O'Doherty, Joseph (1891–1979), revolutionary, politician, and administrator, was born 24 December 1891 in Derry city, the sixth son of Michael Doherty, a butcher and hide merchant, and his wife Rose (née McLoughlin). He was educated at St Columb's College, Derry, and St Patrick's College, Drumcondra, Dublin, where he qualified as a teacher in 1912. However, he found he disliked teaching and quit his first job after three months. He joined the Irish Volunteers soon after their founding in 1913, and became a member of the anti-Redmondite Volunteer executive, active in planning the Easter rising. Just before Easter 1916, he was sent by Seán Mac Diarmada (qv) to take charge of the rising in Derry, but the confusion caused by Eoin MacNeill's (qv) orders countermanding Volunteer mobilisation prevented any outbreak in the city. O'Doherty was arrested in Derry during Easter week and imprisoned in Kilmainham gaol and Frongoch internment camp. Released in December 1916, he was re-appointed to the Volunteer executive (1917–21). In the 1918 general election he was elected Sinn Féin MP for Donegal North, and was among those present at the Mansion House for the meeting of the first dáil on 21 January 1919. During the ensuing Anglo–Irish war (1919–21) he served as a senior IRA officer in counties Donegal and Derry. In the general election to the second dáil in May 1921, he was returned unopposed for Donegal.
O'Doherty opposed the Anglo–Irish treaty, and fought with anti-treaty forces under Noel Lemass (qv). He left Ireland when appointed to an anti-treaty delegation sent to the USA (1922–4). He held his Donegal dáil seat as an anti-treaty republican in the general elections of 1922 and 1923, and was a founder member of Fianna Fáil in 1926. During the June 1927 general election, he was on a fund-raising mission for the party in the USA, but allowed his name to go forward; he polled badly and lost his seat. After serving in the Irish Free State senate (1928–33), he regained his dáil seat for Donegal (1933–7). He was called to the bar in 1936 and practised until August 1945, when he was appointed county manager of Kildare and Carlow, a position he held until his retirement in January 1958.
In 1936 he instigated two libel actions after the publication of On another man's wound, the war-of-independence memoir of Ernie O'Malley (qv). O'Doherty accused O'Malley of implying that he was a coward for having refused to take part in an IRA raid in Moville, Co.

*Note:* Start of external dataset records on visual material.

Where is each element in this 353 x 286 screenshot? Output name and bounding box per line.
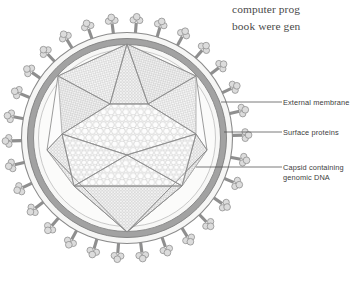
label-surface-proteins: Surface proteins (283, 128, 339, 138)
spike-head-lobe (203, 42, 210, 49)
spike-head-lobe (2, 138, 9, 145)
spike-head-lobe (89, 251, 96, 258)
spike-head-lobe (24, 66, 31, 73)
spike-head-lobe (40, 46, 47, 53)
spike-head-lobe (4, 112, 11, 119)
spike-head-lobe (114, 256, 121, 263)
spike-head-lobe (243, 157, 250, 164)
spike-head-lobe (108, 14, 115, 21)
spike-head-lobe (60, 31, 67, 38)
spike-head-lobe (11, 88, 18, 95)
spike-head-lobe (245, 132, 252, 139)
virus-diagram (0, 0, 353, 286)
spike-head-lobe (45, 227, 52, 234)
spike-head-lobe (164, 249, 171, 256)
spike-head-lobe (236, 181, 243, 188)
spike-head-lobe (5, 163, 12, 170)
spike-head-lobe (182, 28, 189, 35)
spike-head-lobe (187, 238, 194, 245)
spike-head-lobe (27, 209, 34, 216)
spike-head-lobe (158, 18, 165, 25)
spike-head-lobe (242, 106, 249, 113)
label-external-membrane: External membrane (283, 98, 350, 108)
spike-head-lobe (220, 61, 227, 68)
spike-head-lobe (139, 255, 146, 262)
spike-head-lobe (233, 82, 240, 89)
spike-head-lobe (65, 241, 72, 248)
spike-head-lobe (207, 223, 214, 230)
spike-head-lobe (133, 13, 140, 20)
spike-head-lobe (14, 187, 21, 194)
spike-head-lobe (83, 20, 90, 27)
label-capsid-containing-genomic-dna: Capsid containing genomic DNA (283, 163, 344, 182)
spike-head-lobe (224, 204, 231, 211)
figure-page: computer prog book were gen (0, 0, 353, 286)
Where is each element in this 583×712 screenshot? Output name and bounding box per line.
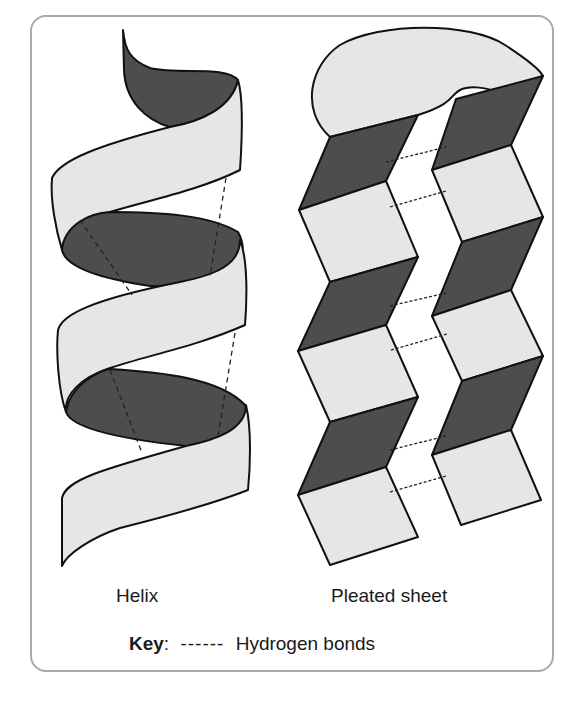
pleated-sheet-label: Pleated sheet [331,585,447,607]
key-label: Key [129,633,164,654]
helix-label: Helix [116,585,158,607]
dashed-line-icon: ------ [180,633,224,654]
key-text: Hydrogen bonds [236,633,375,654]
protein-structure-diagram [0,0,583,712]
legend-key: Key: ------ Hydrogen bonds [129,633,375,655]
key-colon: : [164,633,169,654]
alpha-helix-ribbon [52,30,250,566]
beta-pleated-sheet [298,28,543,565]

Donegal, in October 1919. While the passage in question did not name O'Doherty, he claimed that it clearly referred to him, and that he had decided not to take part in the raid because, as a member of the dáil at the time, he did not think it appropriate to do so. O'Malley's defence argued that the passage did not refer to O'Doherty but that the events described were true. The courts found that O'Doherty had been libelled and he was awarded £250 in his first action against O'Malley and the publishers, the Sign of the Three Candles Press, and £300 in his second action against O'Malley and the Irish Press, who had serialised the book.
O'Doherty married Margaret (Mairéad) Claire Irvine (1893–1986), a native of Co. Fermanagh, who was educated at St Louis Convent, Monaghan, and UCD, qualifying as a medical doctor in 1918. She shared his republican views, and was dismissed from her position as medical officer for Derry in 1922 for refusing to take the oath of allegiance to the crown. She later worked at the Women's and Children's hospital, New York city, the old Coombe hospital in Dublin, and was medical officer in Nobber, Co. Meath, and Balbriggan, Co. Dublin. Strongly interested in the arts, she was well known for her patronage of young artists, writers and musicians. The O'Dohertys had four daughters and one son, and lived at 16 Terenure Road East, Dublin.
Joseph O'Doherty died 10 August 1979 at the Meath Hospital, Dublin. One of the last surviving members of the first dáil, he was buried in the republican plot in Glasnevin cemetery. His elder brother Séamus O'Doherty (qv) was also a republican revolutionary.